C21 Canada’s Shifting Minds – A Canadian Context for Global Competencies
C21 Canada’s Shifting Minds – A Canadian Context for Global Competencies
C21 Canada’s was pleased to partner in the recent International Symposium on Global Competencies, hosted by CoSN, in the company of leading educators, researchers and policy-makers from around the world. 1. It was a day of confirmation for the advocacy and influence of C21 Canada’s Shifting Minds: A 21st Century Vision of Public Education for Canada. The 7Cs proposed in 2013 provide a comprehensive foundation for the current world-view of global competencies highlighted by the symposium’s celebrated leaders. 2.
C21 Canada’s 7Cs:
- Creativity, Innovation and Entrepreneurship
- Critical Thinking – denotes visual, spatial, computational, and temporal
- Collaboration – beyond group work
- Communication – multi-media, muti-modal
- Character – Self-Regulation and Social Emotional Learning competencies
- Culture and Ethical Citizenship – Equity and Inclusion, Global perspectives
- Computer and Digital Technologies
C21 Canada’s 7Cs celebrate Canadian culture and learning priorities. They far surpass a list of digital skills in complexity, inclusivity and empathy. A developmental continuum of 7Cs serves as a yardstick for global competency at school, work or play.

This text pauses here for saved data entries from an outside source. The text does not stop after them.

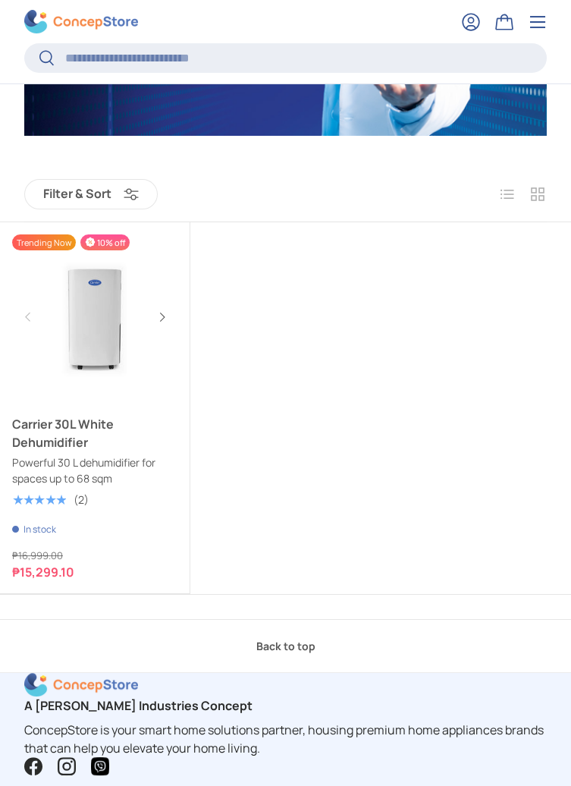  What do you see at coordinates (81, 22) in the screenshot?
I see `a: ConcepStore` at bounding box center [81, 22].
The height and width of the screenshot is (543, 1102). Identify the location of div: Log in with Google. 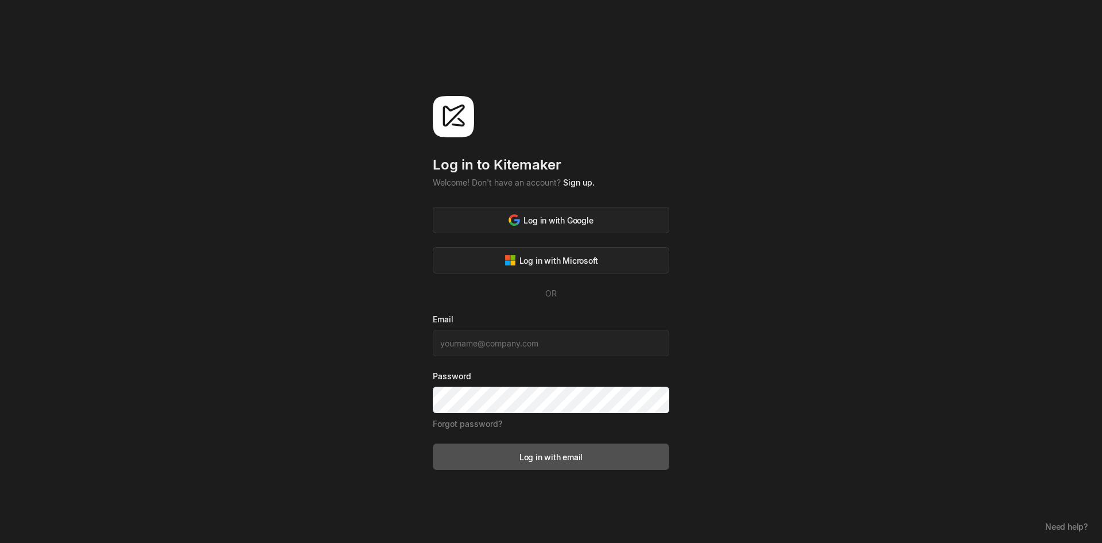
(551, 220).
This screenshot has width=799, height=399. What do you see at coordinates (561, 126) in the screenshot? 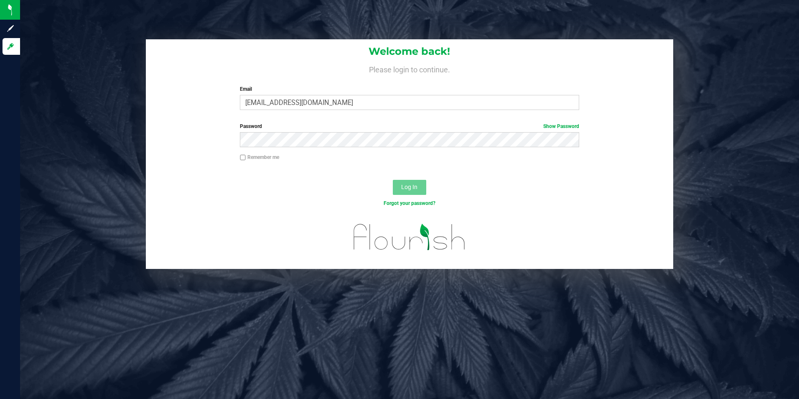
I see `a: Show Password` at bounding box center [561, 126].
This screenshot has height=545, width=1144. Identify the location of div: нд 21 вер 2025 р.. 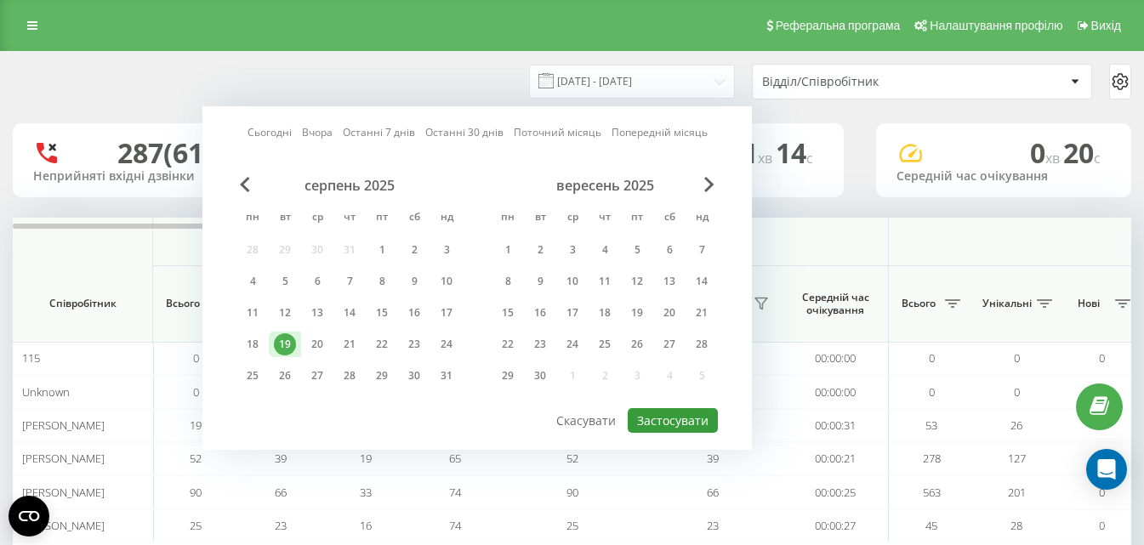
(702, 313).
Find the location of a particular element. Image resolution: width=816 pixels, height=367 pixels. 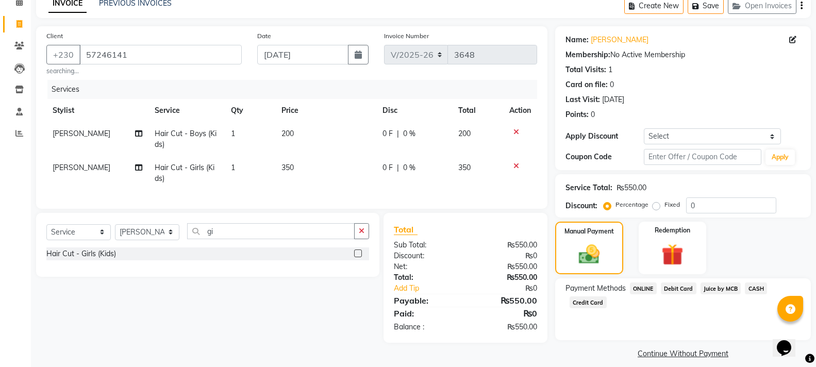

div: 1 is located at coordinates (610, 70).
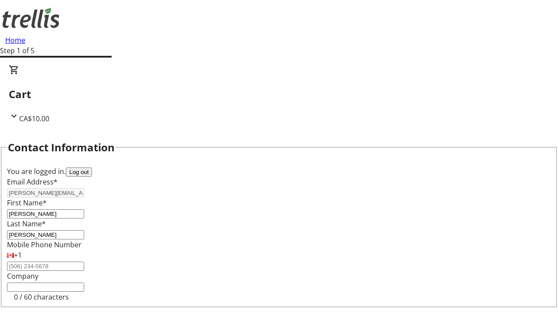  What do you see at coordinates (45, 266) in the screenshot?
I see `input: (506) 234-5678` at bounding box center [45, 266].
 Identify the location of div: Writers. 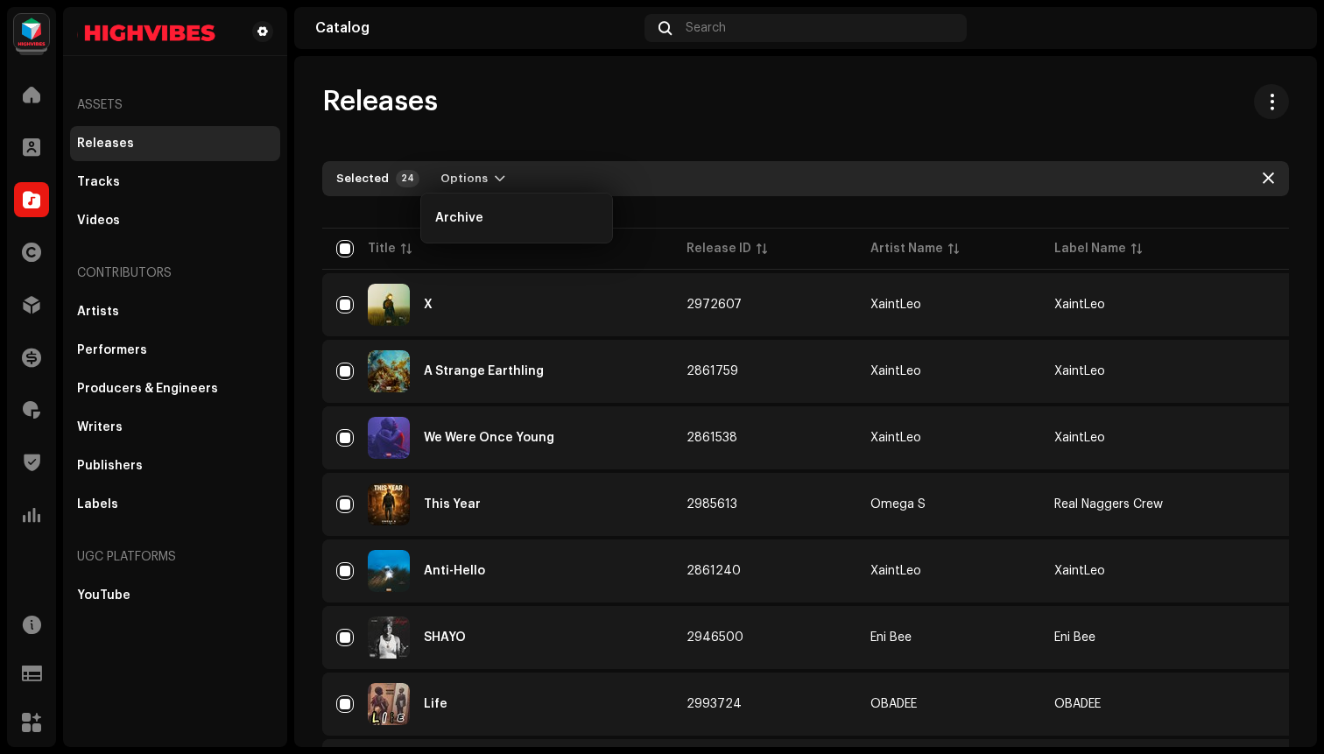
(100, 427).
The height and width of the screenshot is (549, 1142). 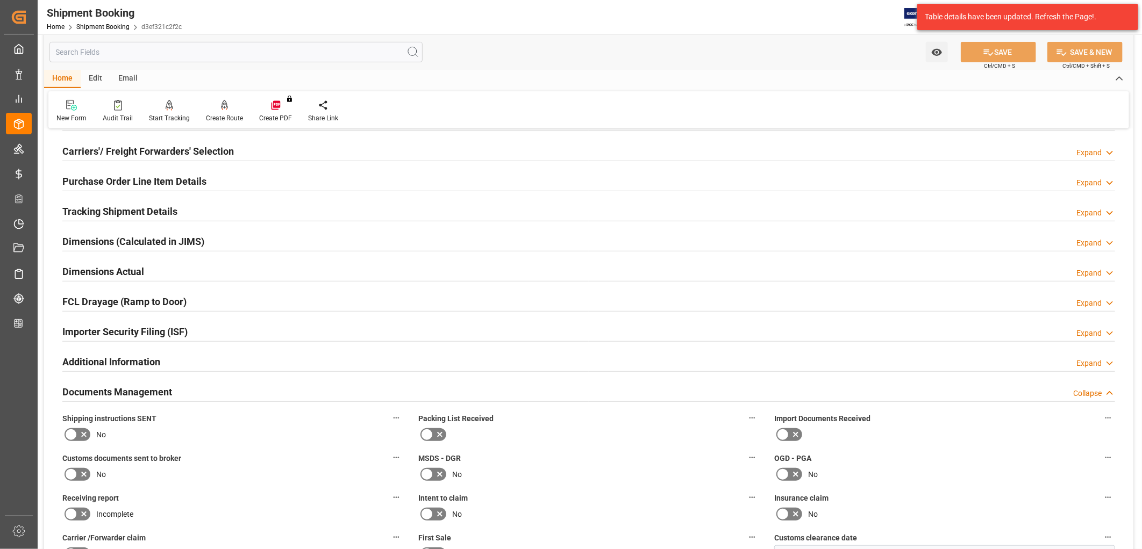 I want to click on button: Customs documents sent to broker, so click(x=396, y=458).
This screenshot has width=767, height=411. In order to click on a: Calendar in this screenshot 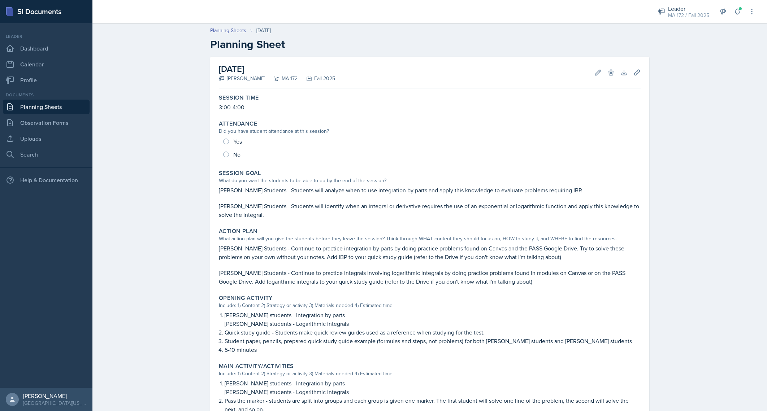, I will do `click(46, 64)`.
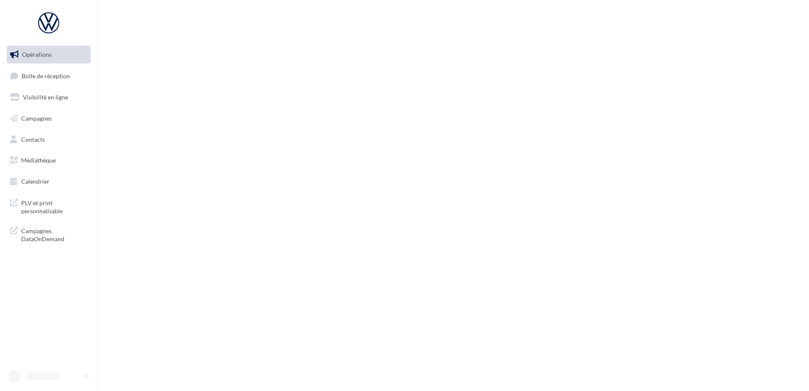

Leading System Culture – A Co-Requisite for Global Competency
Despite growing shared perspectives and inspiring innovations in learning and technology, leaders consistently lamented the need to overcome common obstacles to progress created by system culture misalignment. C21 Canada in its work with school district leaders embarking on 21st Century Learning and Innovation, uncovered 6 common system drivers required to align school and district culture to clear the way and enable grassroots progress in learning and innovation. 3.
C21 Canada’s 6 System Drivers:
Through professional network engagement, the CEO Academy determined a continuum of system criteria required to establish coherent innovative systems. Key drivers include: Pedagogy, Assessment, Curriculum, Learning Environments, Governance and Stakeholder Engagement.
Shifting Minds: Redefining the Learning Landscape in Canada 4. highlights the crucial role that leaders play in driving curiosity, change and innovation throughout school systems and schools. A developmental continuum offers scaffolding for leaders to begin, engage and sustain evolving learning cultures.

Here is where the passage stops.